Medieval coin, sixpence of Elizabeth I dating to AD 1596

The Magic of a Crooked Sixpence

Coins were used for centuries in many ritual contexts, but the English silver sixpence was a particularly common charm—for several reasons.
A photograph of Mr. and Mrs. Robert Gilbert Wells included in the front matter of Anthropology applied to the American white man and Negro

Passing Narratives That Pre-Date Black Like Me

In 1905, Robert Gilbert Wells used a fictional character to explore the experience of being a Black man in America.
Dr Spurzheim phrenology chart

What Skulls Told Us

The pseudoscience phrenology swept the popular imagination, and its practitioners made a mint preying on prejudices, gullibility, and misinformation.
Bath Room Interior by the J.L. Mott Iron Works, 1888

Dawn of the Bathroom

The bathroom didn’t become a thing until the nineteenth century, and most working-class US homes added plumbed-in amenities in piecemeal fashion over time.
Logging in the Oregon forests, c. 1917

Water Logs

Log drivers once steered loose timber on rivers across America before railroad expansion put such shepherds out of work.
Laura Kieler

Laura Kieler: A Life Exploited

Norwegian playwright Henrik Ibsen mined Kieler's life for the plot of his most famous play, The Doll's House.
A group of women sit in the waiting room of the American Birth Control League Clinic, New York, 1921

Pro-Sex Feminists of the 1920s

In the early decades of the twentieth century, political and social activists saw separating sex from marriage and reproduction as an issue of freedom.
Chicano Brothers Car Club: Photograph of David Aguilar with a 1950 Chevrolet

The San Diego Lowrider Archival Project

The lessons of "low and slow."
Mathilde “Missy” de Morny

The Cross-Dressing Superstar of the Belle Époque

Mathilde de Morny's commitment to a masculine aesthetic and a non-traditional lifestyle in nineteenth-century France challenged the boundaries of gender identity.
Illustration from 19th century of a family in the living room

The Rise of the Domestic Husband

In the late 1800s, advice writers targeting white, middle-class Americans began encouraging men to become more engaged in the emotional lives of their households.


- What you are asked to do
In your copy, include no images, and write out every entry below exactly as it stands.

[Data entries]
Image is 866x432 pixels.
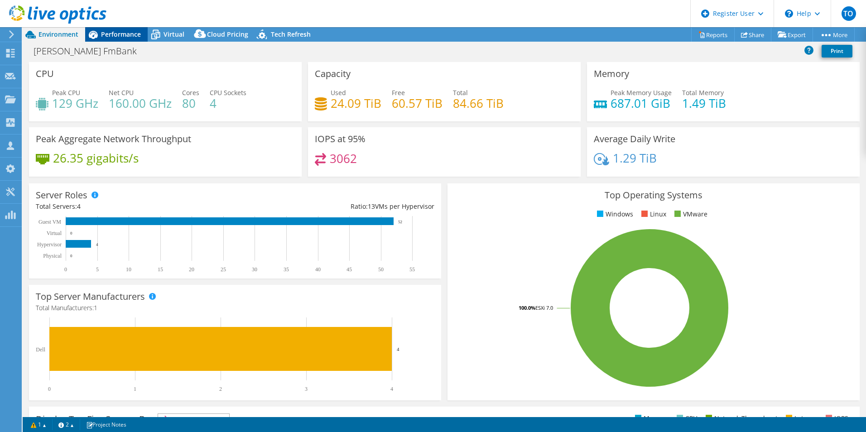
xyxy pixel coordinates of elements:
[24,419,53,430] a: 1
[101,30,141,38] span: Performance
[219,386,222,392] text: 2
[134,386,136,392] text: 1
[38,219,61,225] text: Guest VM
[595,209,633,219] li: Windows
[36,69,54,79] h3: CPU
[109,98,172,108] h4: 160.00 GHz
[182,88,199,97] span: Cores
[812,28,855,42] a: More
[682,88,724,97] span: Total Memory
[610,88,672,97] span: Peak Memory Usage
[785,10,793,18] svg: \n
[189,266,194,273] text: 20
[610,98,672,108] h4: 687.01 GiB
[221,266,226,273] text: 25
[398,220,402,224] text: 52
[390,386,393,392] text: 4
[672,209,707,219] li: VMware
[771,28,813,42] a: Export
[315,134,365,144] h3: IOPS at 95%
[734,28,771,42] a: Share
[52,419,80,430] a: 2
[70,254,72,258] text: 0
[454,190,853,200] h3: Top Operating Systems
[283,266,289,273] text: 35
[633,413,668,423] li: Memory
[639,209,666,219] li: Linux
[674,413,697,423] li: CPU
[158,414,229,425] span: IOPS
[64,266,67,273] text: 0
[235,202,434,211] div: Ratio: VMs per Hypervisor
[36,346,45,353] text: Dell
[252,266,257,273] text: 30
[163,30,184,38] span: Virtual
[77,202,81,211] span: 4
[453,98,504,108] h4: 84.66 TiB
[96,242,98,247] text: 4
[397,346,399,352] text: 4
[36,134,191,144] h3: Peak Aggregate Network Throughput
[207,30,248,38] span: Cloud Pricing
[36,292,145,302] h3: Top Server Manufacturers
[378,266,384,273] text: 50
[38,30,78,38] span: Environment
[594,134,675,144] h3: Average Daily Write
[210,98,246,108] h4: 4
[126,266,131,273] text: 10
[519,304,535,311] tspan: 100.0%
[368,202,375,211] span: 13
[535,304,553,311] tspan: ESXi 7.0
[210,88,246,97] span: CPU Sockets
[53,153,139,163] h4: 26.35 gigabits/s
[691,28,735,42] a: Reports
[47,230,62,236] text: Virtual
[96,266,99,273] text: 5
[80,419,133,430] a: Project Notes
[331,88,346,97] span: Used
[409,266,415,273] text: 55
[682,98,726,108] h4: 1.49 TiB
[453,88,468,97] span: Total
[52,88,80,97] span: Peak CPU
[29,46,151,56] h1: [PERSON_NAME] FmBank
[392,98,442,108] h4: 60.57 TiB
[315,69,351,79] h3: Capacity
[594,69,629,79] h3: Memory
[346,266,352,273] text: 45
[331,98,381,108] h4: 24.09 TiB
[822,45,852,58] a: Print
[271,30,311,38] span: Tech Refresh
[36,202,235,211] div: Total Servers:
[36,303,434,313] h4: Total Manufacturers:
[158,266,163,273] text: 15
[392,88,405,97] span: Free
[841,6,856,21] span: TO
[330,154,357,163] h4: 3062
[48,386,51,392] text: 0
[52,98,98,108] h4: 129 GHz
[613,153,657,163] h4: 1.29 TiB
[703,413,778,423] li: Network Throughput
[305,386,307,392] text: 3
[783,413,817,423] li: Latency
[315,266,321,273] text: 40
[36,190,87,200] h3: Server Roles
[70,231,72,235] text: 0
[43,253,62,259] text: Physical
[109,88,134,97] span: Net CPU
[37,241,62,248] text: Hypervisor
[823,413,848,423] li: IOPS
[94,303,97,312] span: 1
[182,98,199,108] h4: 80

- Response box
Image is 866x432 pixels.
xyxy pixel coordinates of elements:
[24,419,53,430] a: 1
[101,30,141,38] span: Performance
[219,386,222,392] text: 2
[134,386,136,392] text: 1
[38,219,61,225] text: Guest VM
[595,209,633,219] li: Windows
[36,69,54,79] h3: CPU
[109,98,172,108] h4: 160.00 GHz
[182,88,199,97] span: Cores
[812,28,855,42] a: More
[682,88,724,97] span: Total Memory
[610,88,672,97] span: Peak Memory Usage
[785,10,793,18] svg: \n
[189,266,194,273] text: 20
[610,98,672,108] h4: 687.01 GiB
[221,266,226,273] text: 25
[398,220,402,224] text: 52
[390,386,393,392] text: 4
[672,209,707,219] li: VMware
[771,28,813,42] a: Export
[315,134,365,144] h3: IOPS at 95%
[734,28,771,42] a: Share
[52,419,80,430] a: 2
[70,254,72,258] text: 0
[454,190,853,200] h3: Top Operating Systems
[283,266,289,273] text: 35
[633,413,668,423] li: Memory
[639,209,666,219] li: Linux
[674,413,697,423] li: CPU
[158,414,229,425] span: IOPS
[64,266,67,273] text: 0
[235,202,434,211] div: Ratio: VMs per Hypervisor
[36,346,45,353] text: Dell
[252,266,257,273] text: 30
[163,30,184,38] span: Virtual
[77,202,81,211] span: 4
[453,98,504,108] h4: 84.66 TiB
[96,242,98,247] text: 4
[397,346,399,352] text: 4
[36,134,191,144] h3: Peak Aggregate Network Throughput
[207,30,248,38] span: Cloud Pricing
[36,292,145,302] h3: Top Server Manufacturers
[378,266,384,273] text: 50
[38,30,78,38] span: Environment
[594,134,675,144] h3: Average Daily Write
[210,98,246,108] h4: 4
[126,266,131,273] text: 10
[519,304,535,311] tspan: 100.0%
[368,202,375,211] span: 13
[535,304,553,311] tspan: ESXi 7.0
[210,88,246,97] span: CPU Sockets
[53,153,139,163] h4: 26.35 gigabits/s
[691,28,735,42] a: Reports
[47,230,62,236] text: Virtual
[96,266,99,273] text: 5
[80,419,133,430] a: Project Notes
[331,88,346,97] span: Used
[409,266,415,273] text: 55
[682,98,726,108] h4: 1.49 TiB
[453,88,468,97] span: Total
[52,88,80,97] span: Peak CPU
[29,46,151,56] h1: [PERSON_NAME] FmBank
[392,98,442,108] h4: 60.57 TiB
[315,69,351,79] h3: Capacity
[594,69,629,79] h3: Memory
[346,266,352,273] text: 45
[331,98,381,108] h4: 24.09 TiB
[822,45,852,58] a: Print
[271,30,311,38] span: Tech Refresh
[36,202,235,211] div: Total Servers:
[36,303,434,313] h4: Total Manufacturers:
[158,266,163,273] text: 15
[392,88,405,97] span: Free
[841,6,856,21] span: TO
[330,154,357,163] h4: 3062
[48,386,51,392] text: 0
[52,98,98,108] h4: 129 GHz
[613,153,657,163] h4: 1.29 TiB
[703,413,778,423] li: Network Throughput
[305,386,307,392] text: 3
[783,413,817,423] li: Latency
[315,266,321,273] text: 40
[36,190,87,200] h3: Server Roles
[70,231,72,235] text: 0
[43,253,62,259] text: Physical
[109,88,134,97] span: Net CPU
[37,241,62,248] text: Hypervisor
[823,413,848,423] li: IOPS
[94,303,97,312] span: 1
[182,98,199,108] h4: 80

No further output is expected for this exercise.